Sunday, August 10, 2025

The Biology Of Learning

 The Biology of Learning

M. Bakri Musa

Excerpt #19:  from my Qur’an, Hadith, And Hikayat:  Exercises In Critical Thinking

 

An intriguing insight on learning comes from studies on the lowly flatworm, Planaria sp. In the 1950s it was found that these worms could be taught (through operant conditioning with the reward being food) to choose the right channel to flow into in a divided container of water. More intriguing, if you were to slice the animal and with each half regenerating to its original self, both progenies retained that learned behavior.

 

         The enigma did not end there. Chop the “learned” worm into pieces and then feed them to a baby Planaria, it too would grow to have the skills of the planaria that it had eaten without any additional training or learning. If only that could be translated into human learning, the teaching of calculus would be simplified! 

 

         Those early Planaria experiments find a new twist today. Older mice are slower learners as compared to younger ones. No surprise there. However, when an old mouse is given the blood (parabiosis) of a young one, the old rodent also becomes a fast learner. Those experiments were focused less on learning per se rather the effect of aging on learning.

 

         Nonetheless those findings led briefly to the opening of many clinics offering blood (and its products) transfusions from young donors to ageing clients. The Federal Drug Administration quickly shut those down!  

 

         Another set of learning deserves a separate discussion. Consider the motor skills in a free throw of a basketball. At the first missed throw, you adjust accordingly until you get it just right. The important ingredient there is the immediate feedback. Coaching helps with the finer points.

 

         The neurobiological correlate there is that with every successful throw, the brain remembers that circuit. As more successful throws are executed, that pathway is strengthened until it becomes well paved. The initial slow circuitous path for the neuronal impulses soon becomes a superfast highway.

 

         Athletes refer to that as “muscle memory.” The memory is not in the muscles but with the nervous system, from the brain to the spinal cord and peripheral nerves to the muscles. The plateau in progress learners experience with playing a musical instrument (or any new skills) reflect this reorganization of the nerve pathways.

 

         Throwing the basketball is pure motor skill. In a game, you have a dynamic environment where you have to factor in what your opponents and teammates would do. That goes beyond simple motor skills to some cognitive components, adding a quantum leap in complexity.

 

         This complexity of the learning process was dramatically demonstrated by Greg Ashby from the University of California Santa Barbara. He had a patient with severe Parkinson’s disease. In this malady the old part of the brain had degenerated resulting in reduced production of the neurotransmitter dopamine. Parkinson patients also usually have tremors, muscle rigidity, and thus the inability to walk. Part of the treatment is to give drugs that would increase the dopamine production or reduce its destruction.

 

         This particular patient could barely walk, stricken with tremors and muscle rigidity. Ashby then had him on a bicycle, and off he went cycling without hesitation. The moment he stopped however, he had to be helped lest he would stumble as he could not regain his gait and balance.

 

         Ashby was demonstrating that there are many human learning systems involving different parts of the brain, from the old part concerned with walking and gait, to the middle and on to the newer pre-cortical areas involved with “higher” learning, as with riding a bicycle or playing the piano. He showed that patients with Parkinson’s disease only their “old” learning as with gait, was affected but not “new” learning as with riding a bicycle. The legendary crooner Tony Bennett could still remember the lyrics of his songs and sing flawlessly in public long after being diagnosed with Alzheimer’s Disease. He could not however remember his band members’ names.

 

         One of the therapies employed with such patients is to encourage them to use their “new” learning that they have acquired later in life, as with singing, playing the piano, or riding a bicycle so as to keep up their muscle tone and more importantly, spirit and emotions.

 

         With all the different learning systems and parts of the brain involved, it follows that an individual would have different learning styles that would be most effective for him or her. Some learn best through seeing, others through hearing or doing.

 

         I was fortunate to be aware of these differences in my own learning abilities early during my college years. I discovered that I could remember better when I hear something as in a lecture, as compared to reading. I capitalized on that by not missing my lectures. I found the various associated but unconscious clues such as my professor’s voice, facial expressions, and yes, even his jackets as well as the class reactions all helpful cues to my learning and remembering.

 

         The only time when my learning through reading would exceed that from hearing (as with listening to a lecture or seeing a video) is when I read something exceptionally well written. Thus, I enjoy reading great novels and literature over viewing their movie versions.

 

         Teachers have to be sensitive to the various learning models and patterns of their students. Likewise, we should recognize the one or two learning models that best suit us, and capitalize on those.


### What is being asked
All lines below must be repeated exactly, with the pictures omitted.

Text-to-region grounding data:
:::

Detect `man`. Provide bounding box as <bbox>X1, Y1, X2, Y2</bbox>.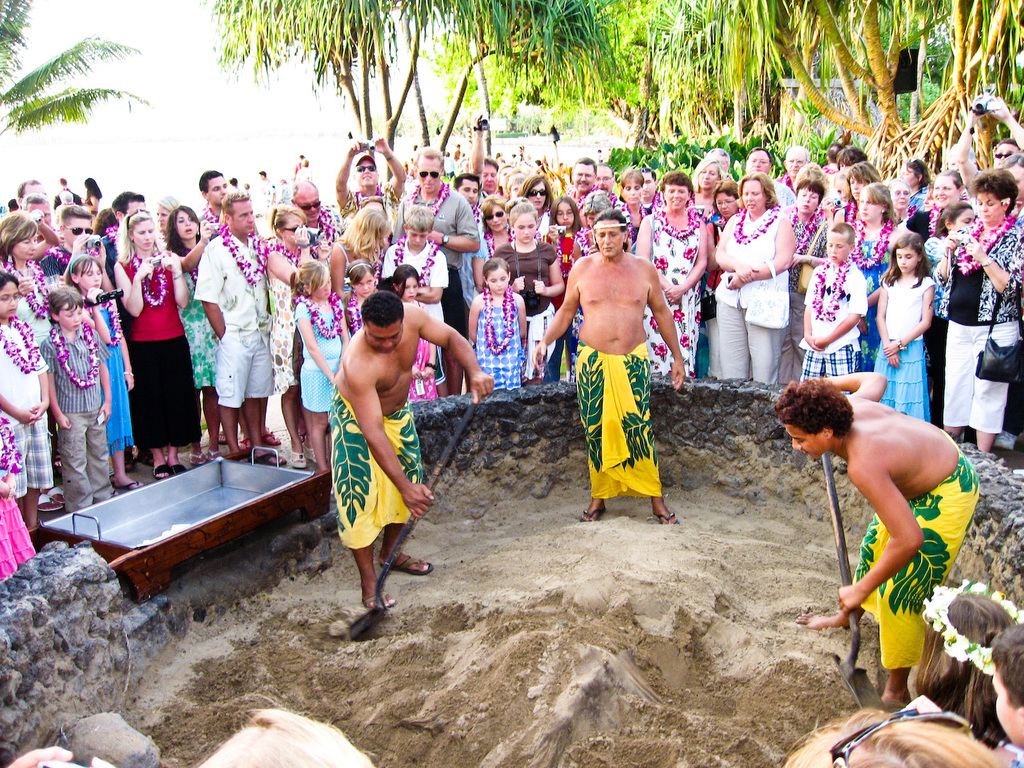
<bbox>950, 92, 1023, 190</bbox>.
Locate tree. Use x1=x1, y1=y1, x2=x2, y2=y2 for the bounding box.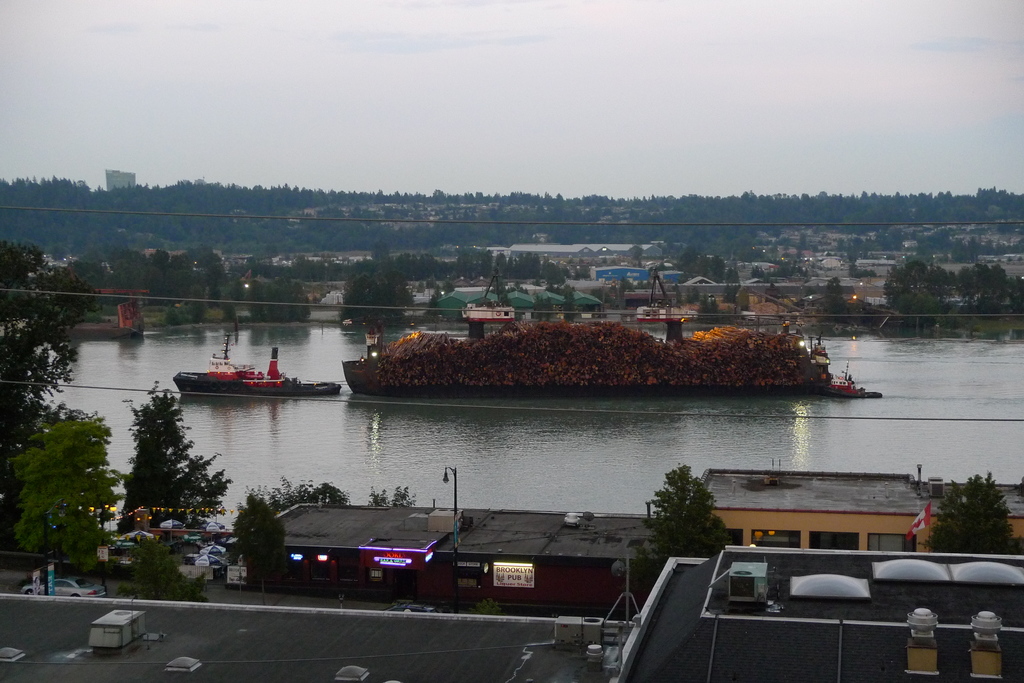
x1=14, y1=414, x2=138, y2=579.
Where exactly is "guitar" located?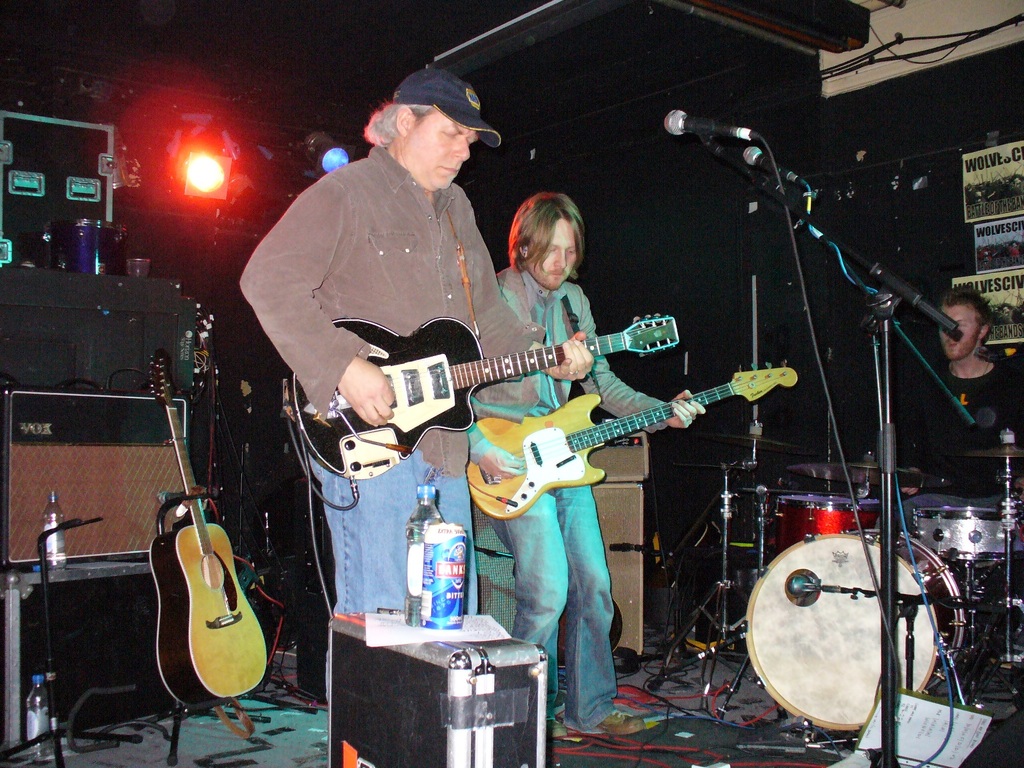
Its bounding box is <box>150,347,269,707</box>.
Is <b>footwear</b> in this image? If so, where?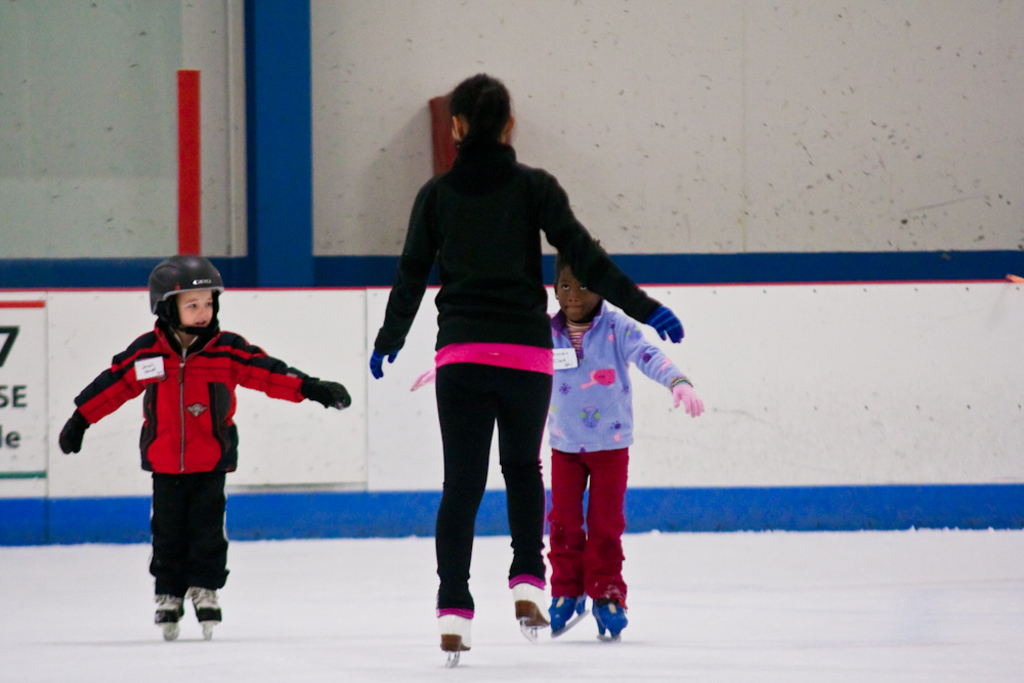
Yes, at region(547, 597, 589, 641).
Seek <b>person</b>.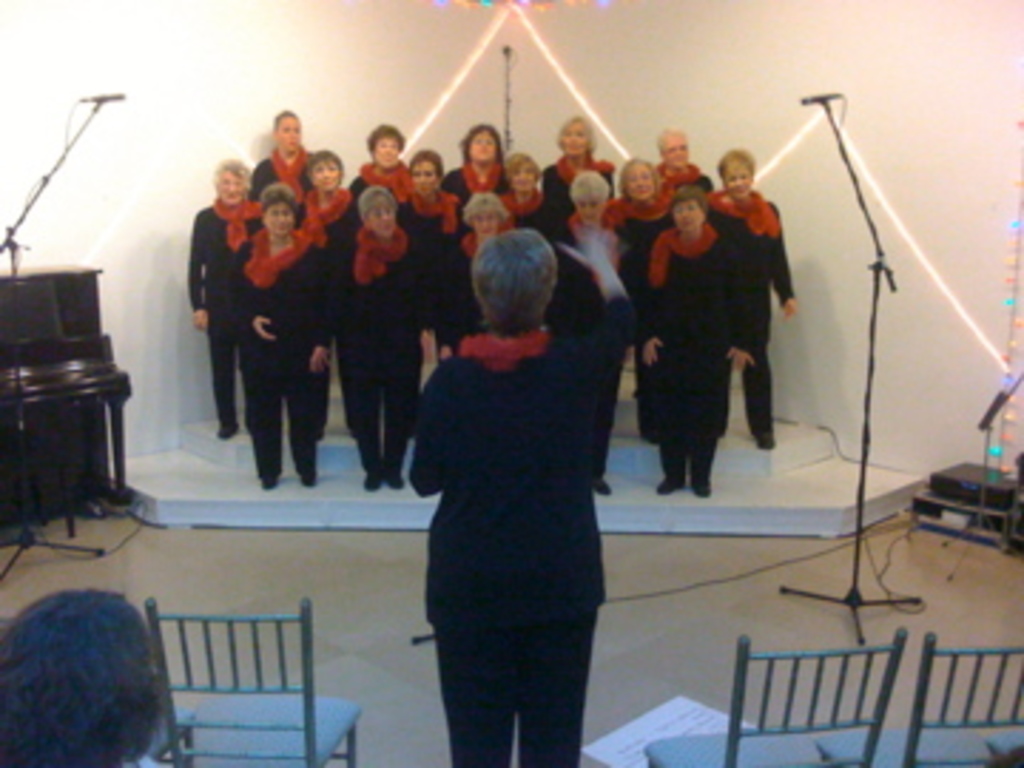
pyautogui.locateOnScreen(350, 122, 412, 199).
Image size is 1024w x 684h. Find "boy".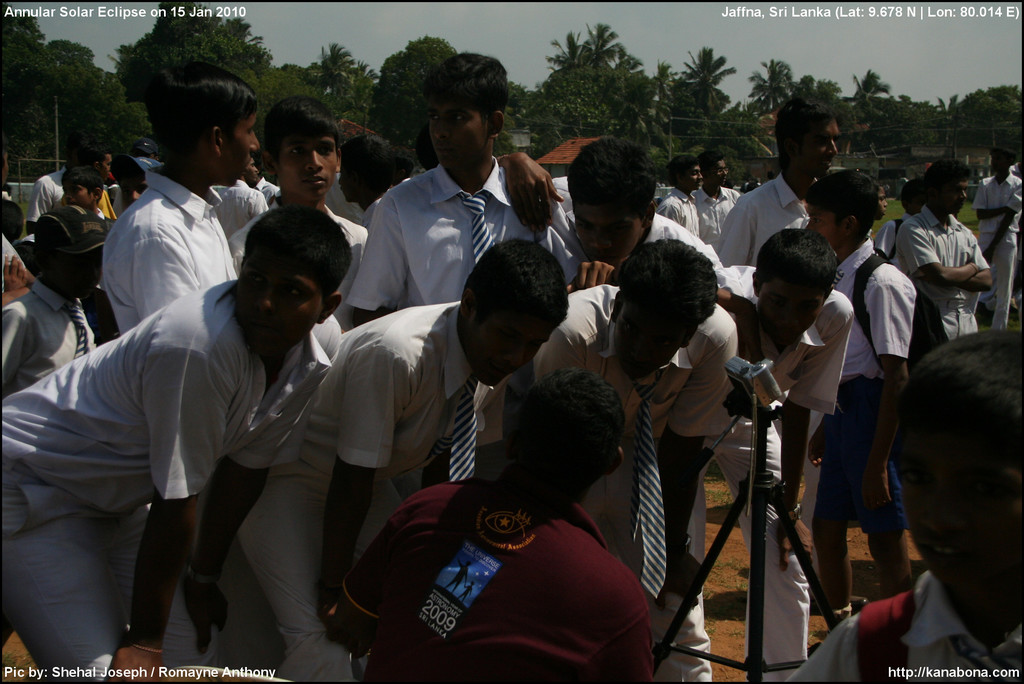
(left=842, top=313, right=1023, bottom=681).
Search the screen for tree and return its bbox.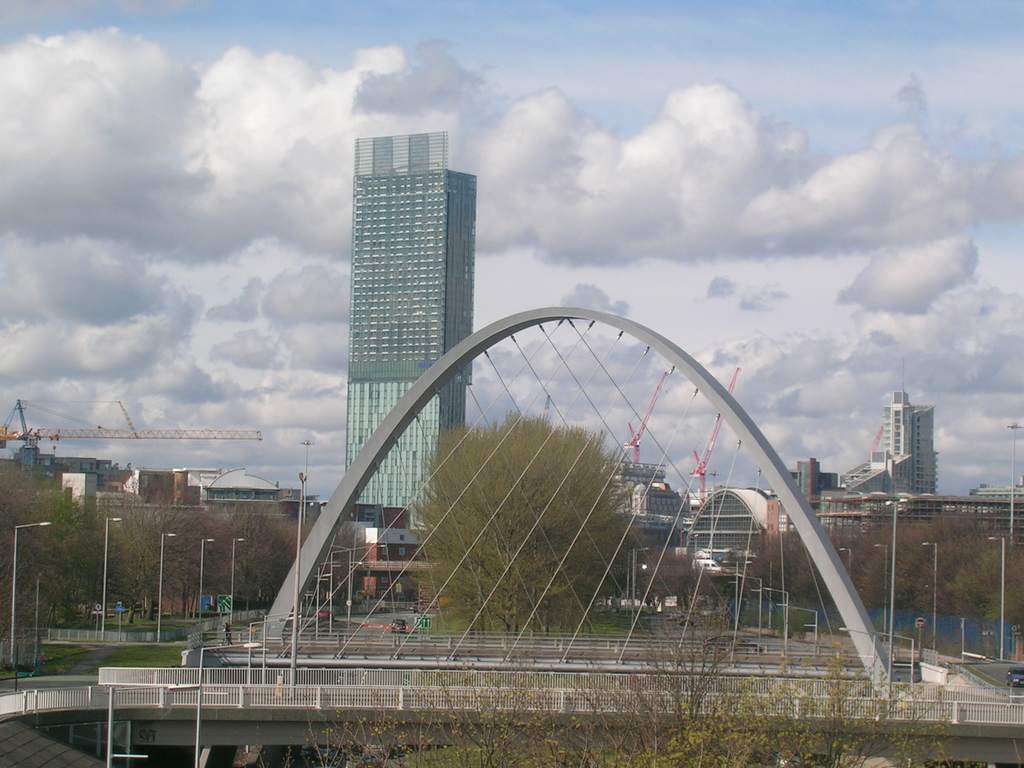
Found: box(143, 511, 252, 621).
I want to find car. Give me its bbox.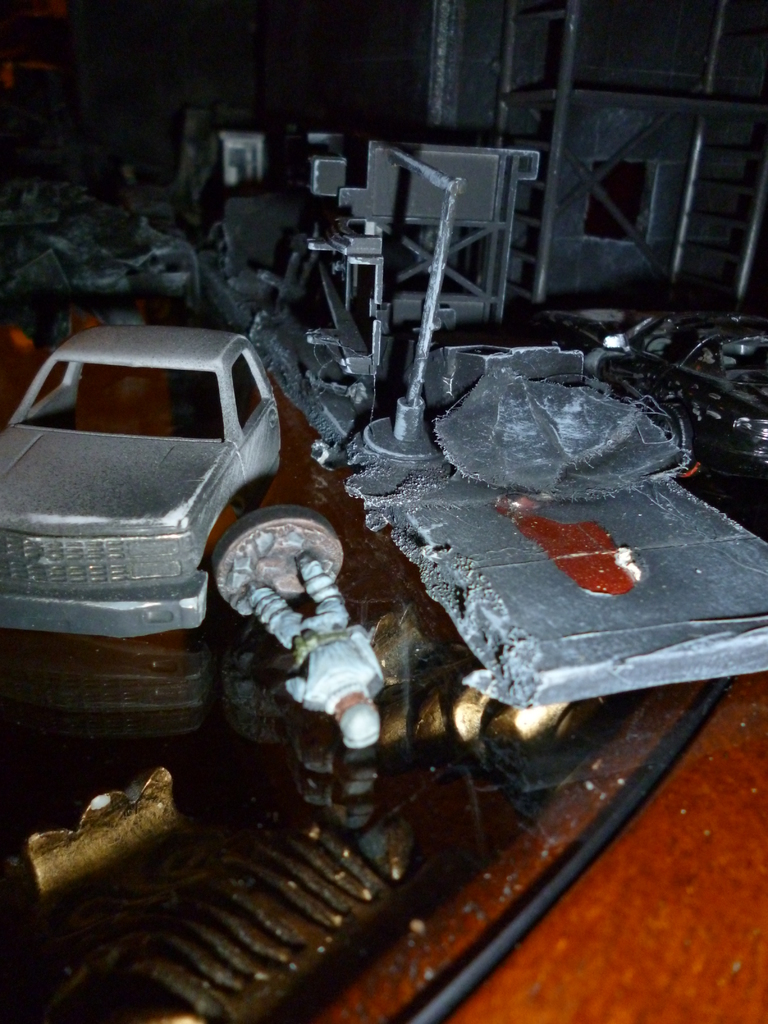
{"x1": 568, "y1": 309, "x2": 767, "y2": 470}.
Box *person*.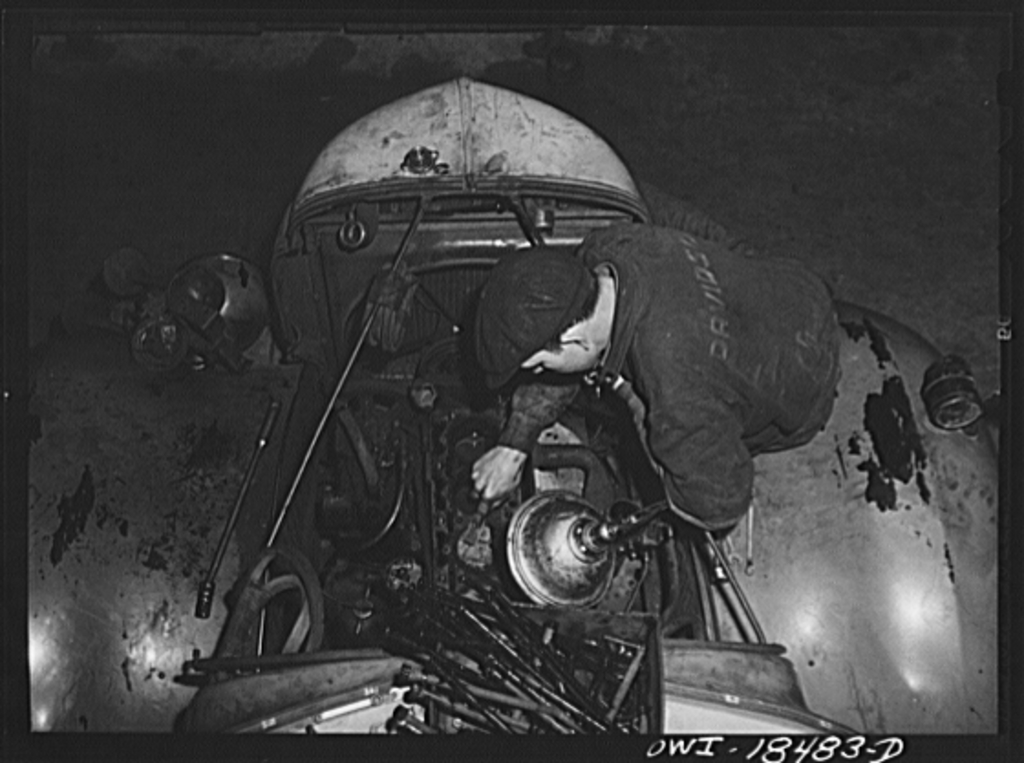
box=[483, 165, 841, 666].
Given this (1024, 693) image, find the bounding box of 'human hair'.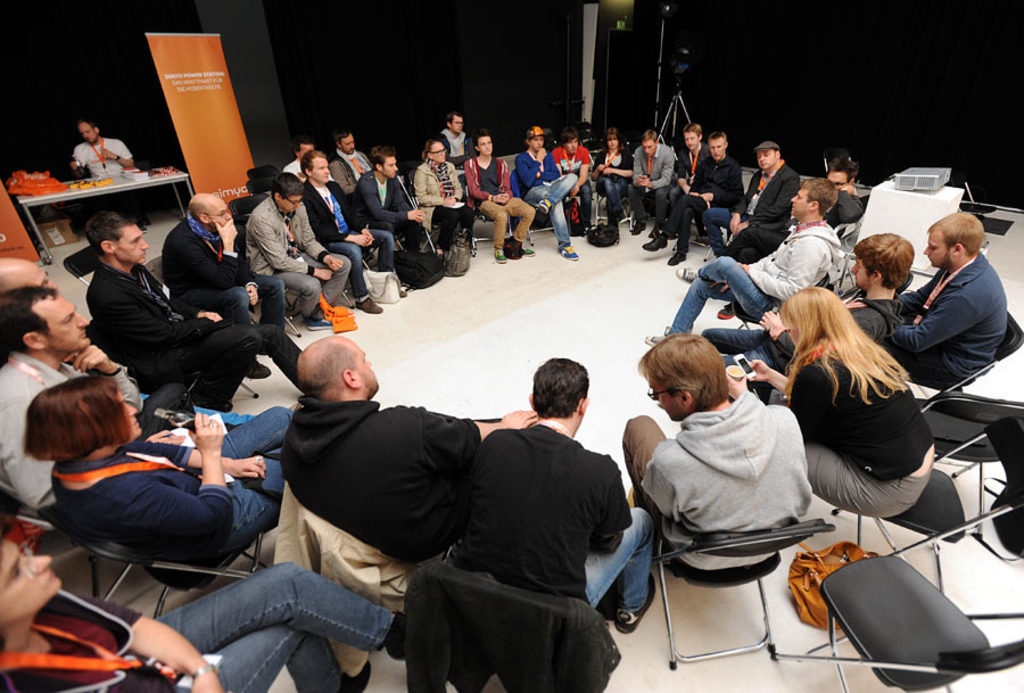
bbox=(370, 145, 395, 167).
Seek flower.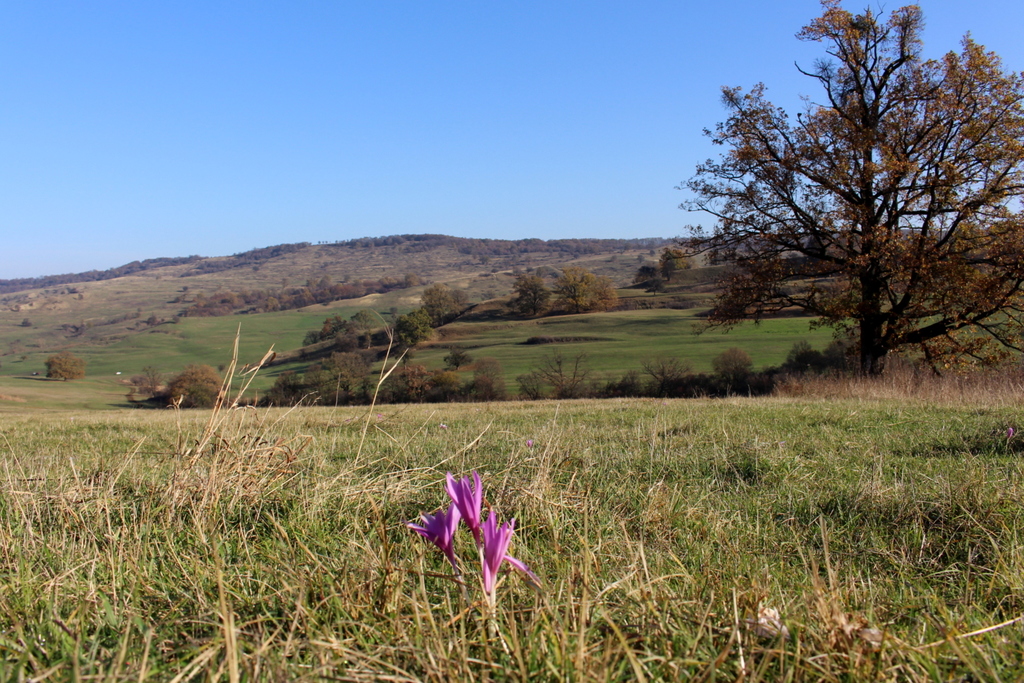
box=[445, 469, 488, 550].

:::

### Your solution
Detect `man`. Provide bounding box as <bbox>X1, Y1, X2, Y2</bbox>.
<bbox>950, 92, 1023, 190</bbox>.
Locate tree. Use x1=x1, y1=y1, x2=x2, y2=y2 for the bounding box.
x1=14, y1=414, x2=138, y2=579.
Where exactly is "guitar" located?
Its bounding box is <box>150,347,269,707</box>.
Is <b>footwear</b> in this image? If so, where?
Yes, at region(547, 597, 589, 641).
Seek <b>person</b>.
pyautogui.locateOnScreen(350, 122, 412, 199).
Image size is 1024w x 684h. Find "boy".
(left=842, top=313, right=1023, bottom=681).
Search the screen for tree and return its bbox.
Found: box(143, 511, 252, 621).
I want to find car. Give me its bbox.
{"x1": 568, "y1": 309, "x2": 767, "y2": 470}.
Box *person*.
box=[483, 165, 841, 666].
Given this (1024, 693) image, find the bounding box of 'human hair'.
bbox=(370, 145, 395, 167).
Seek flower.
box=[445, 469, 488, 550].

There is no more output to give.